Here the job is to transcribe only the lines from the one containing "Find the location of a particular element. This" through the last line below, exactly as written; please leave out pictures.
• • • • •
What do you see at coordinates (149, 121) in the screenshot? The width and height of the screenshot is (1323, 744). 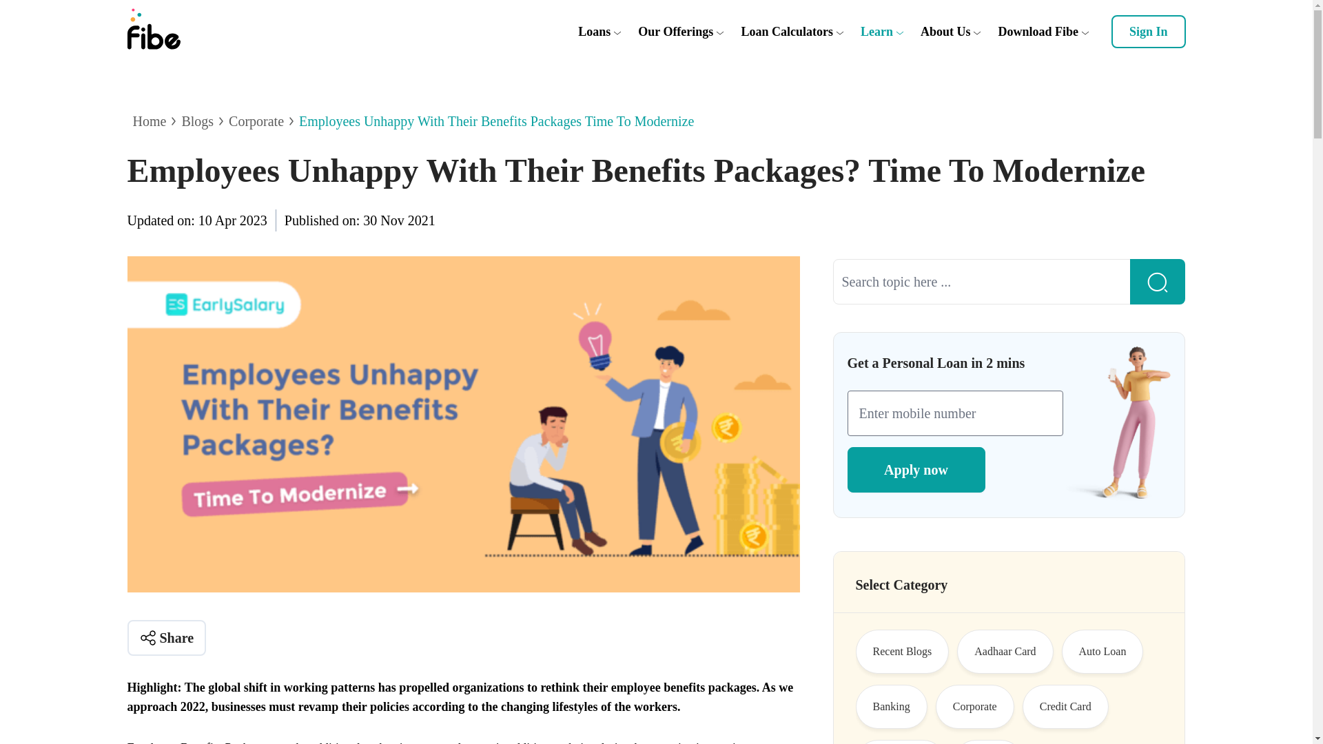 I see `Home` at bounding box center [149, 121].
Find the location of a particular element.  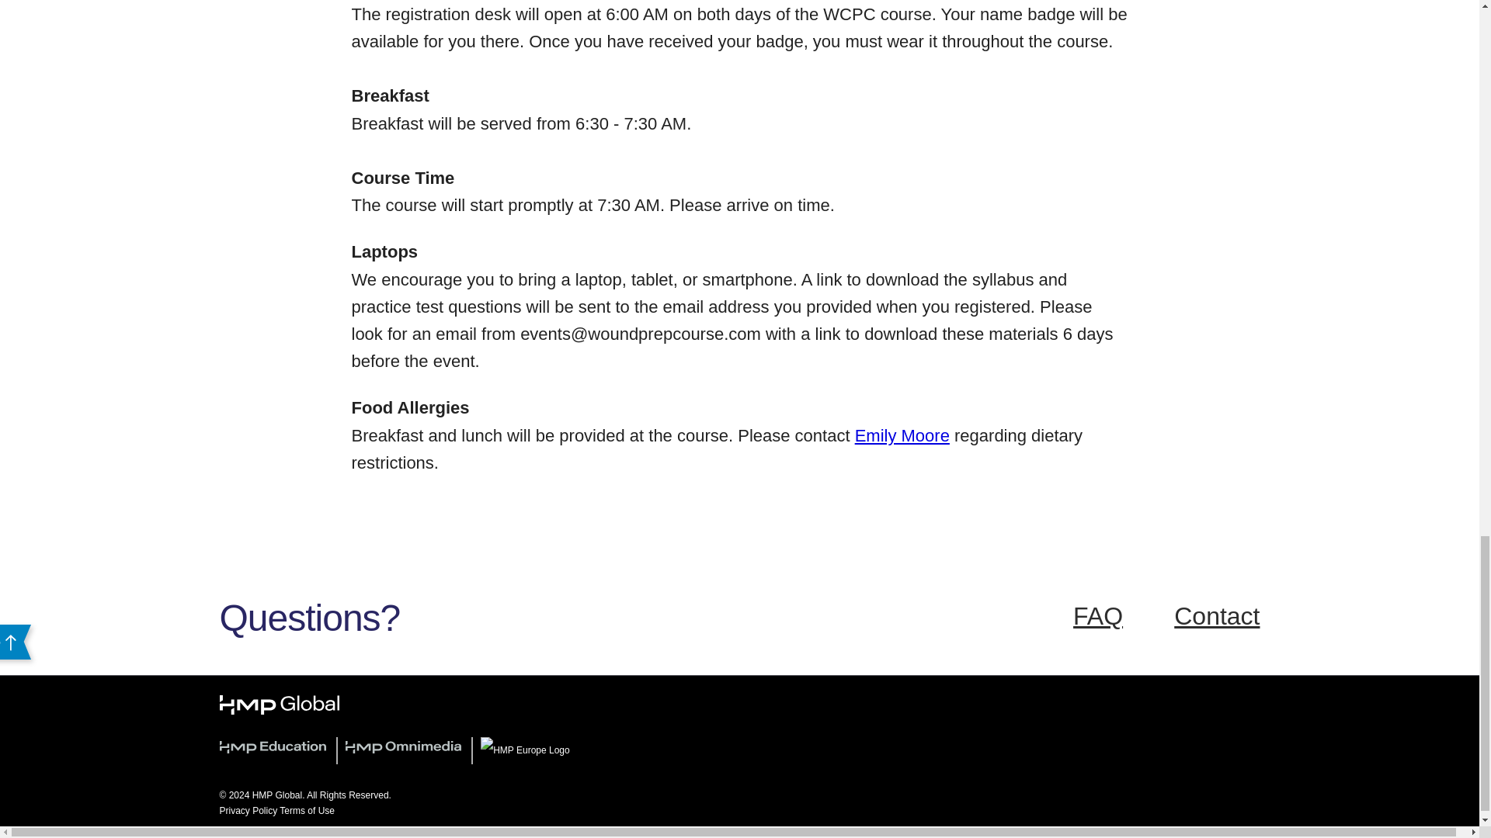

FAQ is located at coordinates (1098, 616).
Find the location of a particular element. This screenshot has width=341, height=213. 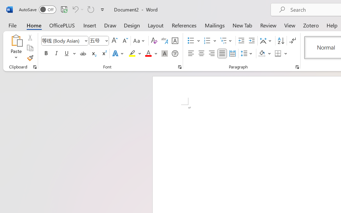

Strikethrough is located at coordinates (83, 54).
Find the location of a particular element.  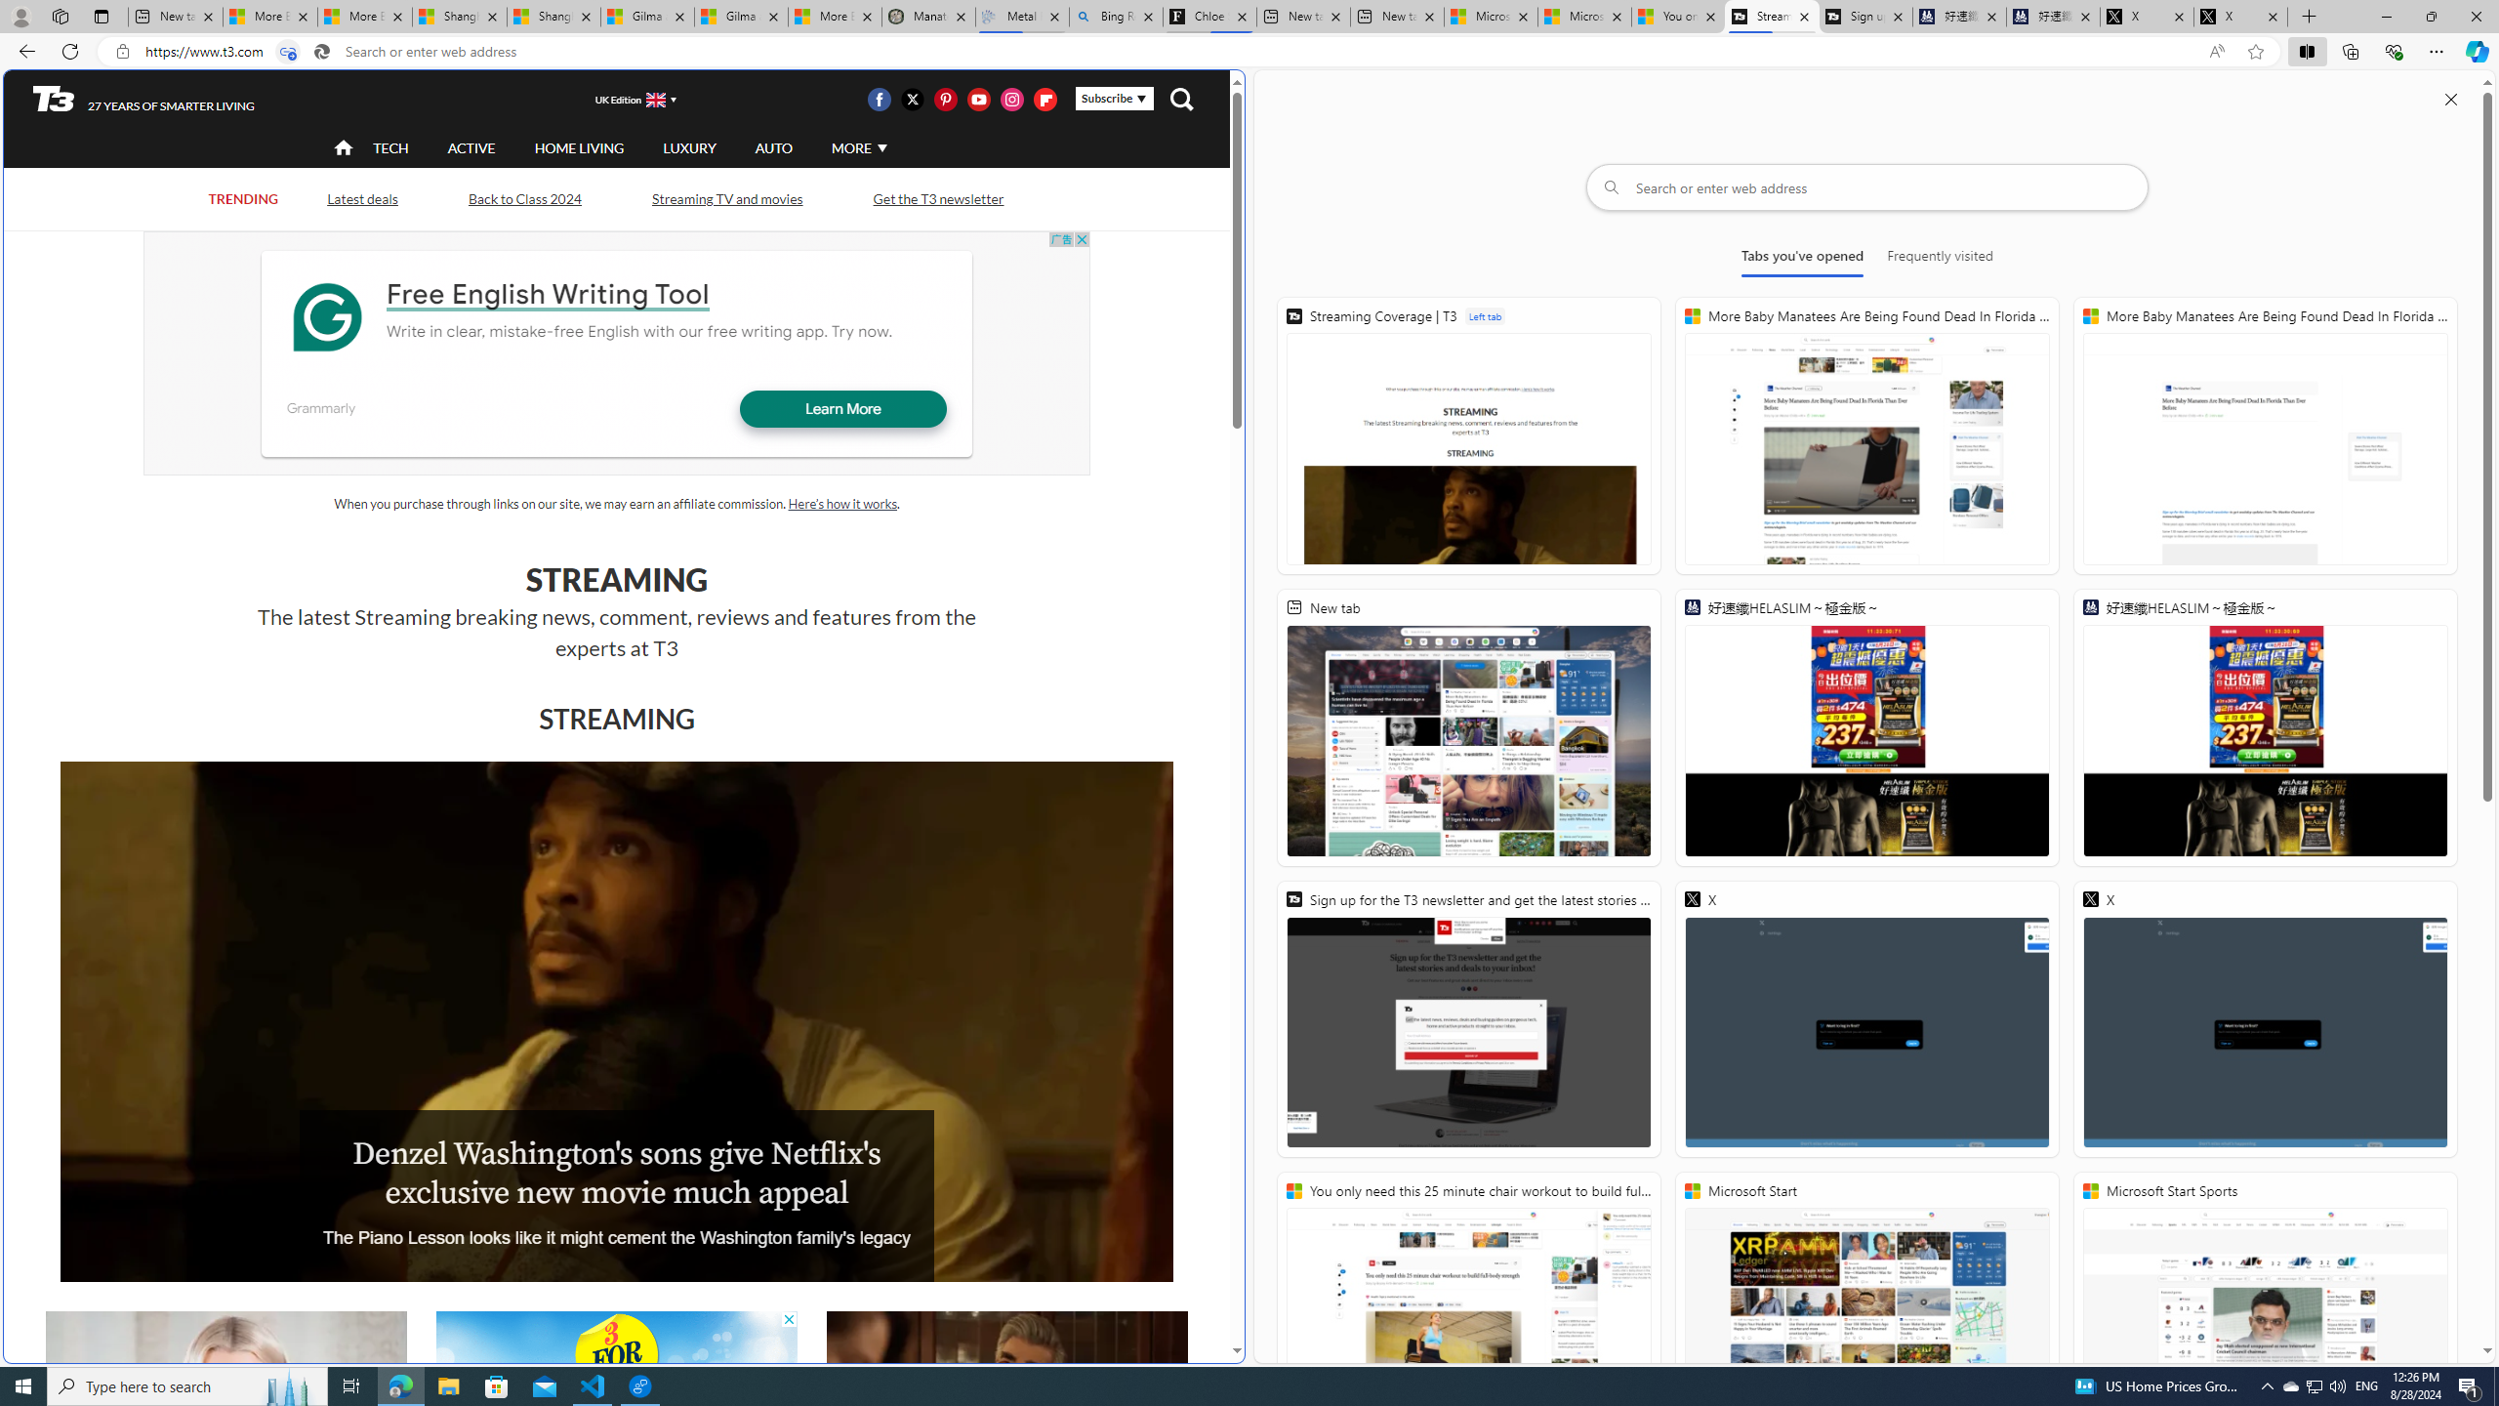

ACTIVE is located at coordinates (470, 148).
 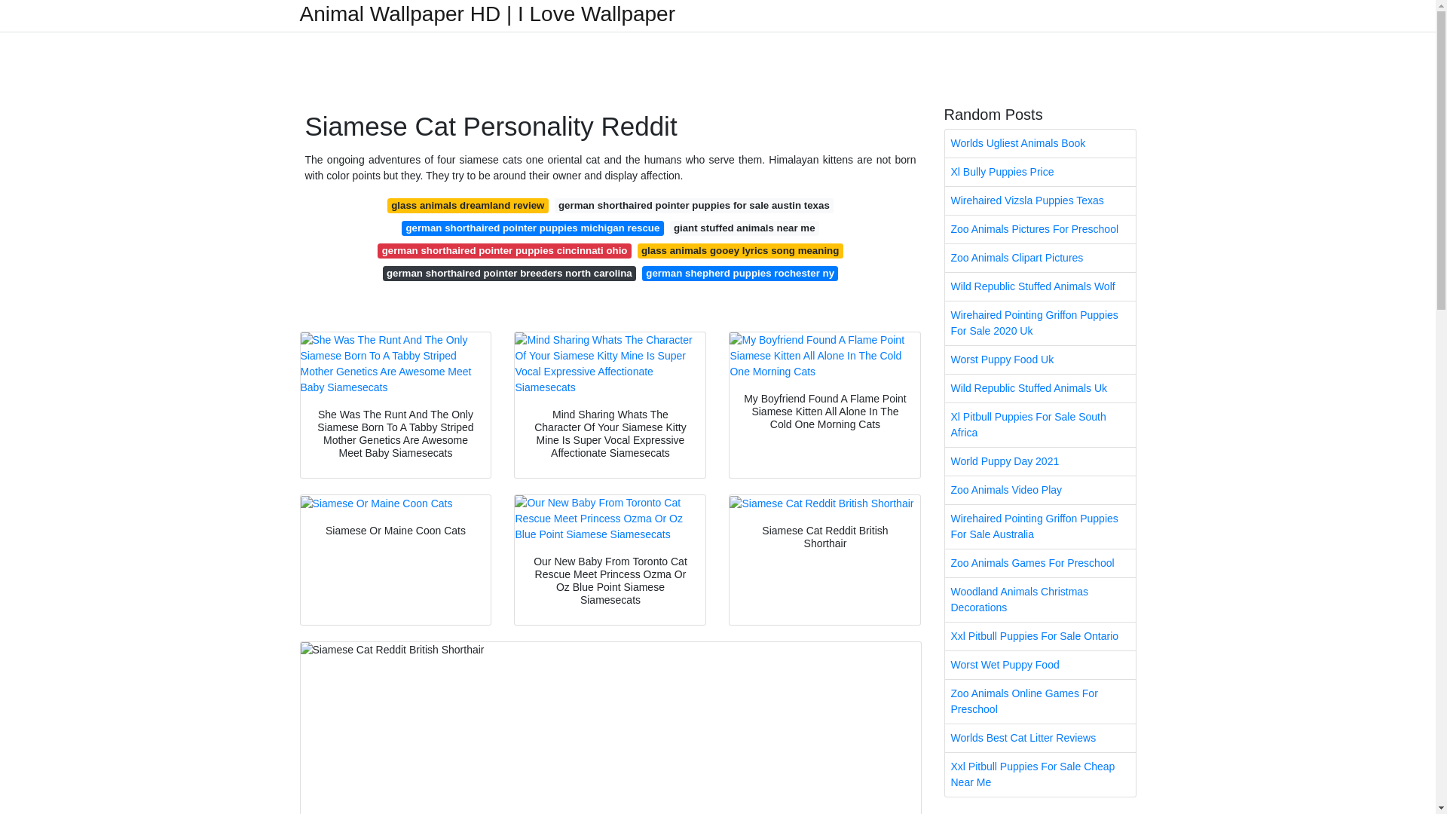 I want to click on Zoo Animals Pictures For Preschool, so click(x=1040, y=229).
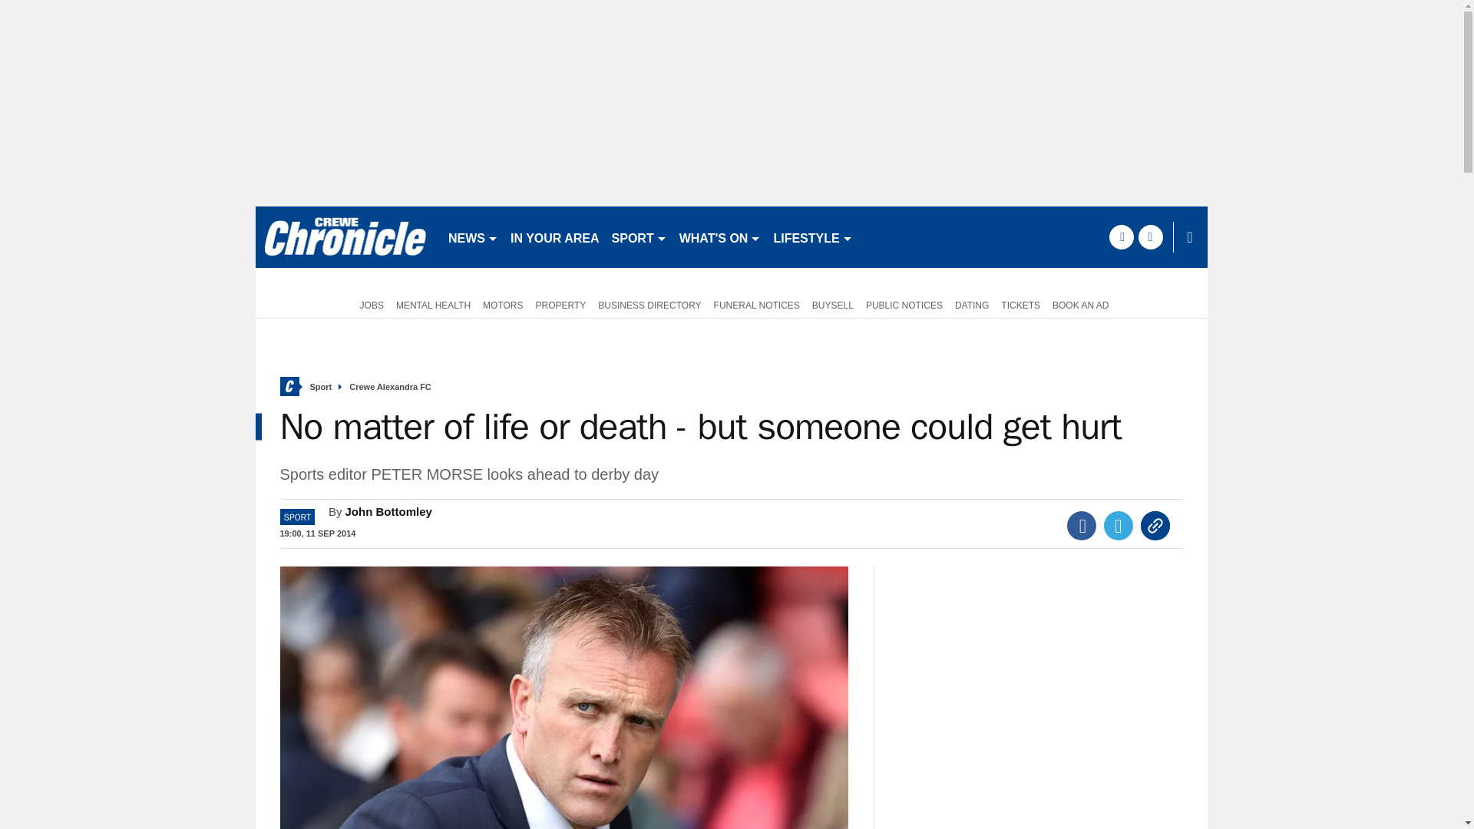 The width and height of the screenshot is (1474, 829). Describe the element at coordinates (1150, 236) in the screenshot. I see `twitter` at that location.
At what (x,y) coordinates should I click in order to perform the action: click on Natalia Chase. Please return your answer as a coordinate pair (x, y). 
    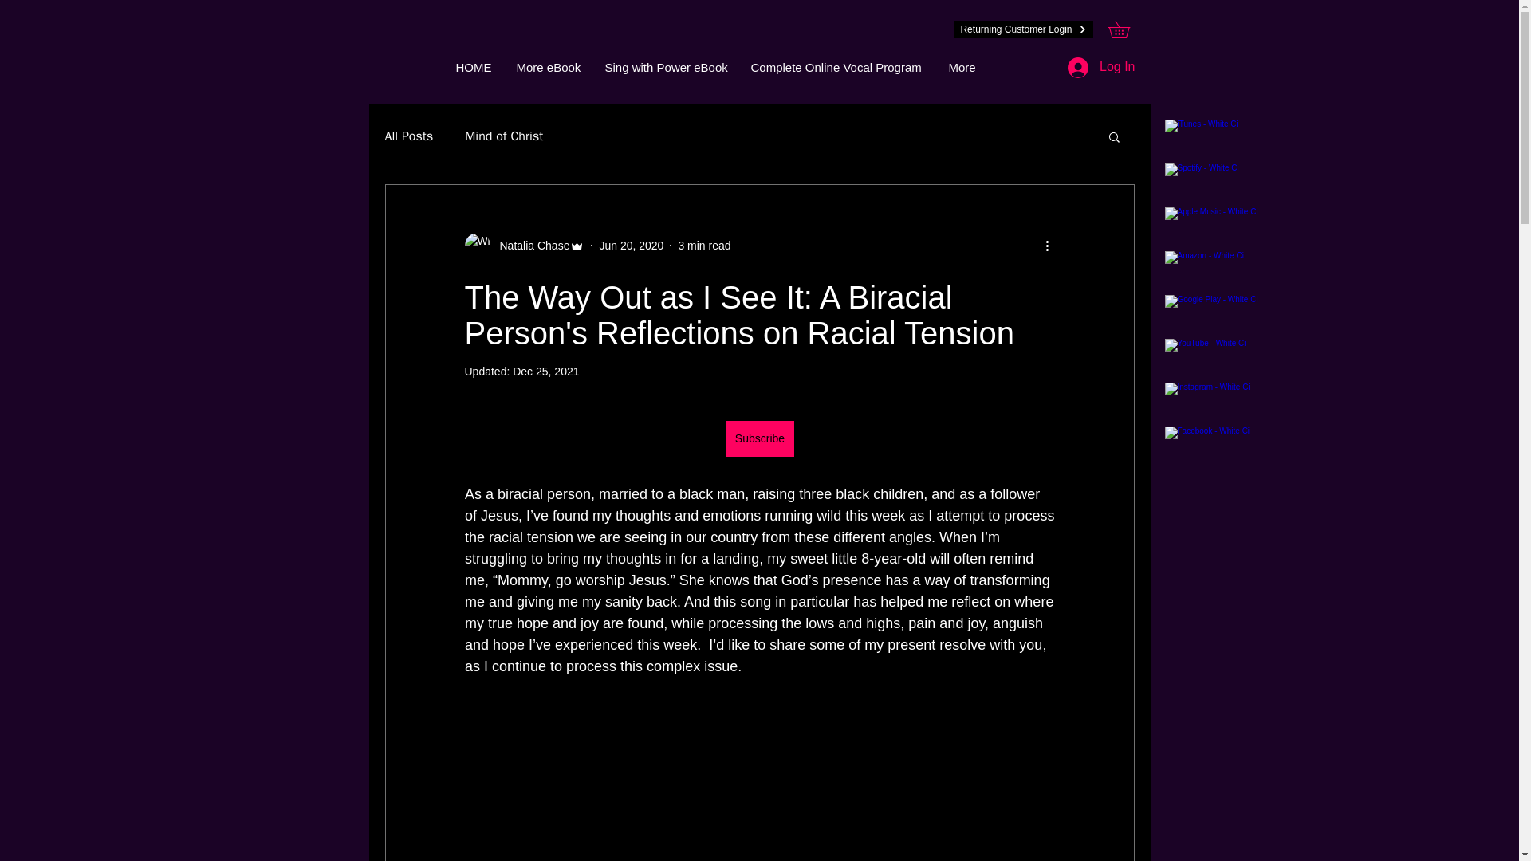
• • • • •
__Result__:
Find the location of a particular element. This screenshot has width=341, height=213. 

Strikethrough is located at coordinates (83, 54).
Find the location of a particular element.  

ACTIVE is located at coordinates (470, 148).
  I want to click on Zoo Animals Pictures For Preschool, so click(x=1040, y=229).
 The width and height of the screenshot is (1474, 829). Describe the element at coordinates (1150, 236) in the screenshot. I see `twitter` at that location.
At what (x,y) coordinates should I click in order to perform the action: click on Natalia Chase. Please return your answer as a coordinate pair (x, y). 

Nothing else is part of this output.